Abstract

This paper attempts to reveal the role of New Age practices among post-Soviet (mainly Russian) youth by looking at how New Age practitioners interpret them for themselves. The theoretical framework of the article was the conceptualization of Michel Foucault’s “the care of the self techniques”. The characteristics of the New Age practices as “the care of the self techniques” were highlighted: the absence of a monopoly on the truth, the emphasis on constructing the self, bricolage, the absence of the idea of self-denial, the absence of the need in the Other and the community, control over behavior through mantic practices, the use of techniques for examining consciousness and certifying emerging ideas. To fulfill the purpose of the study, 13 semi-structured interviews were collected with informants aged 17 to 40, residents of postSoviet countries (mainly Russia) and then analyzed. Based on the results of the analysis, three clusters of informants were identified (representatives of pure New Age, neo-pagans, representatives of Western esotericism) and a difference was revealed in the interpretation of New Age practices by representatives of these clusters. The author concludes that the magical practices of representatives of the “pure” New Age, neo-pagans and representatives of Western esotericism, fully correspond to the concept of “the care of the self techniques”, while the religious practices of neo-pagans cannot be attributed to “the care of the self techniques”. In addition, the main ways of introducing young people to the New Age culture, the role of the community for followers of the New Age, correlation among science, magic and religion in their worldview, and the opinion of New Age representatives about the stigmatization of their practices in society were identified.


- What to produce:
Leaving every image behind, reproduce the records word for word.
┄┄┄┄┄┄
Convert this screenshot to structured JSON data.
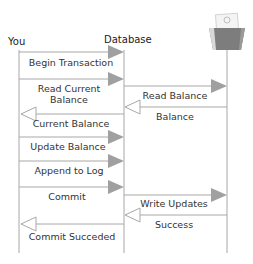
{
  "diagram": {
    "type": "sequence",
    "colors": {
      "line": "#a8a8a8",
      "arrow_fill": "#a0a0a0",
      "text": "#333333",
      "folder_dark": "#7d7d7d",
      "folder_light": "#d8d8d8"
    },
    "participants": [
      {
        "id": "you",
        "label": "You"
      },
      {
        "id": "database",
        "label": "Database"
      },
      {
        "id": "storage",
        "label": "",
        "icon": "file-folder-icon"
      }
    ],
    "messages": [
      {
        "from": "you",
        "to": "database",
        "label": "Begin Transaction",
        "style": "solid-filled"
      },
      {
        "from": "you",
        "to": "database",
        "label_line1": "Read Current",
        "label_line2": "Balance",
        "style": "solid-filled"
      },
      {
        "from": "database",
        "to": "storage",
        "label": "Read Balance",
        "style": "solid-filled"
      },
      {
        "from": "storage",
        "to": "database",
        "label": "Balance",
        "style": "return-open"
      },
      {
        "from": "database",
        "to": "you",
        "label": "Current Balance",
        "style": "return-open"
      },
      {
        "from": "you",
        "to": "database",
        "label": "Update Balance",
        "style": "solid-filled"
      },
      {
        "from": "you",
        "to": "database",
        "label": "Append to Log",
        "style": "solid-filled"
      },
      {
        "from": "you",
        "to": "database",
        "label": "Commit",
        "style": "solid-filled"
      },
      {
        "from": "database",
        "to": "storage",
        "label": "Write Updates",
        "style": "solid-filled"
      },
      {
        "from": "storage",
        "to": "database",
        "label": "Success",
        "style": "return-open"
      },
      {
        "from": "database",
        "to": "you",
        "label": "Commit Succeded",
        "style": "return-open"
      }
    ]
  }
}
┄┄┄┄┄┄
- Task result:
Convert this screenshot to structured JSON data.
{
  "diagram": {
    "type": "sequence",
    "colors": {
      "line": "#a8a8a8",
      "arrow_fill": "#a0a0a0",
      "text": "#333333",
      "folder_dark": "#7d7d7d",
      "folder_light": "#d8d8d8"
    },
    "participants": [
      {
        "id": "you",
        "label": "You"
      },
      {
        "id": "database",
        "label": "Database"
      },
      {
        "id": "storage",
        "label": "",
        "icon": "file-folder-icon"
      }
    ],
    "messages": [
      {
        "from": "you",
        "to": "database",
        "label": "Begin Transaction",
        "style": "solid-filled"
      },
      {
        "from": "you",
        "to": "database",
        "label_line1": "Read Current",
        "label_line2": "Balance",
        "style": "solid-filled"
      },
      {
        "from": "database",
        "to": "storage",
        "label": "Read Balance",
        "style": "solid-filled"
      },
      {
        "from": "storage",
        "to": "database",
        "label": "Balance",
        "style": "return-open"
      },
      {
        "from": "database",
        "to": "you",
        "label": "Current Balance",
        "style": "return-open"
      },
      {
        "from": "you",
        "to": "database",
        "label": "Update Balance",
        "style": "solid-filled"
      },
      {
        "from": "you",
        "to": "database",
        "label": "Append to Log",
        "style": "solid-filled"
      },
      {
        "from": "you",
        "to": "database",
        "label": "Commit",
        "style": "solid-filled"
      },
      {
        "from": "database",
        "to": "storage",
        "label": "Write Updates",
        "style": "solid-filled"
      },
      {
        "from": "storage",
        "to": "database",
        "label": "Success",
        "style": "return-open"
      },
      {
        "from": "database",
        "to": "you",
        "label": "Commit Succeded",
        "style": "return-open"
      }
    ]
  }
}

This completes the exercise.